Penn opens $376 million immunology center with federal funding for research uncertain
A Penn researcher leading immunology research in the new facility wants to develop a portfolio approach to research funding.
Penn Medicine’s new $376 million research facility, focused on immune health, was planned years before the administration of President Donald Trump this winter began slashing federal scientific research funding.
The changed funding climate has become a significant aspect of daily life for researchers who celebrated its official opening last week, said E. John Wherry, director of Penn’s Institute for Immunology and Immune Health.
Penn’s eight-story expansion, built on top of an existing office building at 3600 Civic Center Blvd. in University City, will provide a new home for several hundred researchers in immune health, the Colton Center for Autoimmunity, and infectious diseases.
Penn is consistently among the nation’s top recipients of National Institutes for Health grants. The university’s total in fiscal 2024 was $691 million, according to NIH. The White House had proposed cutting NIH funding by 40%.
“We have to adapt,” Wherry said.
Penn paid construction costs with some of its roughly $2 billion in royalties from COVID-19 vaccines. Nobel Prize-winning Penn researchers Drew Weissman and Katalin Karikó developed technology that helped make the quick development of vaccines that saved millions of lives during the pandemic.
One strategy behind bringing together researchers with different specialties is to increase the chances of creating a platform for further research and development that will be attractive to the private sector, foundations, and philanthropists, Wherry said.
The goal is to “build a portfolio of research funding that’s much more like what you think of as your retirement portfolio, not just any one investment,” he said. It differs from the NIH model, which Wherry described as “as very individual shots on goal, very specific projects for specific purposes.”
The Colton Center for Autoimmunity is the centerpiece of the new research complex. It is named for philanthropists Stewart and Judy Colton, who gave Penn a total of $60 million in 2021 and 2022. Penn matched the Coltons’ gifts with $50 million.
The center researches treatments for autoimmune conditions such as multiple sclerosis, rheumatoid arthritis, lupus, and type 1 diabetes. Such disorders cause the immune system to attack healthy cells. About 8% of the U.S. population has an autoimmune disease.
Since the Coltons made their donations to Penn, autoimmunity researchers there have secured $10 million in federal grants, Wherry said. A separate gift of more than $4 million additionally funded work on a specific autoinflammatory disease, he said. Researcher Jonathan Miner is leading that effort.
“We’re seeing some foundation money coming in as well in areas related to immunology because of these efforts,” Wherry said.
The Colton Center at Penn is part of the Colton Consortium for Autoimmunity, which includes researchers at New York University, Yale University, and Tel Aviv University.
The new facility will also house the High-Throughput Institute for Discovery, a specialized lab enabling testing on patient samples to help make diagnoses and guide treatments, and a Biosafety Level 3 lab, which is specially equipped to handle infectious disease specimens.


Transcribe exactly the span of lines that begins the records and ends with the line holding "Task: Click on the a: Contact Us", both boundary lines included.

■ ■ ■ ■ ■

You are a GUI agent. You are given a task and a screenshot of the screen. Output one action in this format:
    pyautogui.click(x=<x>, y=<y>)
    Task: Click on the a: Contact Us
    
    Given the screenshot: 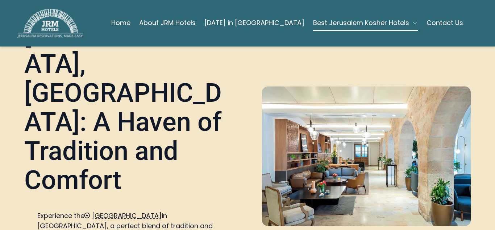 What is the action you would take?
    pyautogui.click(x=445, y=23)
    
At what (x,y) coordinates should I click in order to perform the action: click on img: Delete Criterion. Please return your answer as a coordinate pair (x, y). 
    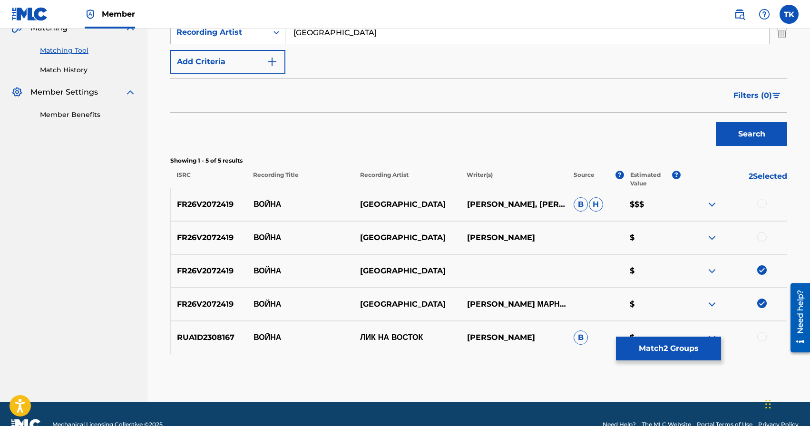
    Looking at the image, I should click on (782, 32).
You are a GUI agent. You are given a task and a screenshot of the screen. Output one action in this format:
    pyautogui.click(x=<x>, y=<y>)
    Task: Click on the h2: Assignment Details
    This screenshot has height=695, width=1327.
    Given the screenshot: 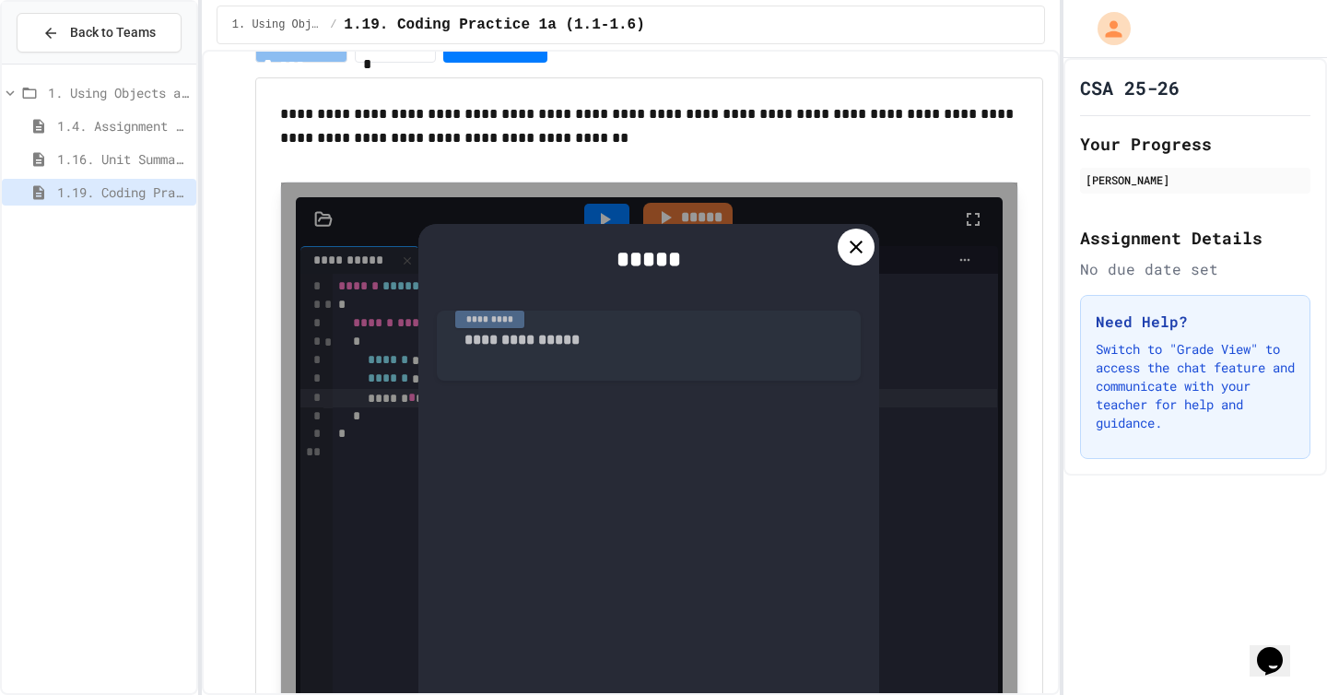 What is the action you would take?
    pyautogui.click(x=1195, y=238)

■ ■ ■ ■ ■

> [ANSWER SECTION]:
You are a GUI agent. You are given a task and a screenshot of the screen. Output one action in this format:
    pyautogui.click(x=<x>, y=<y>)
    Task: Click on the a: Contact Us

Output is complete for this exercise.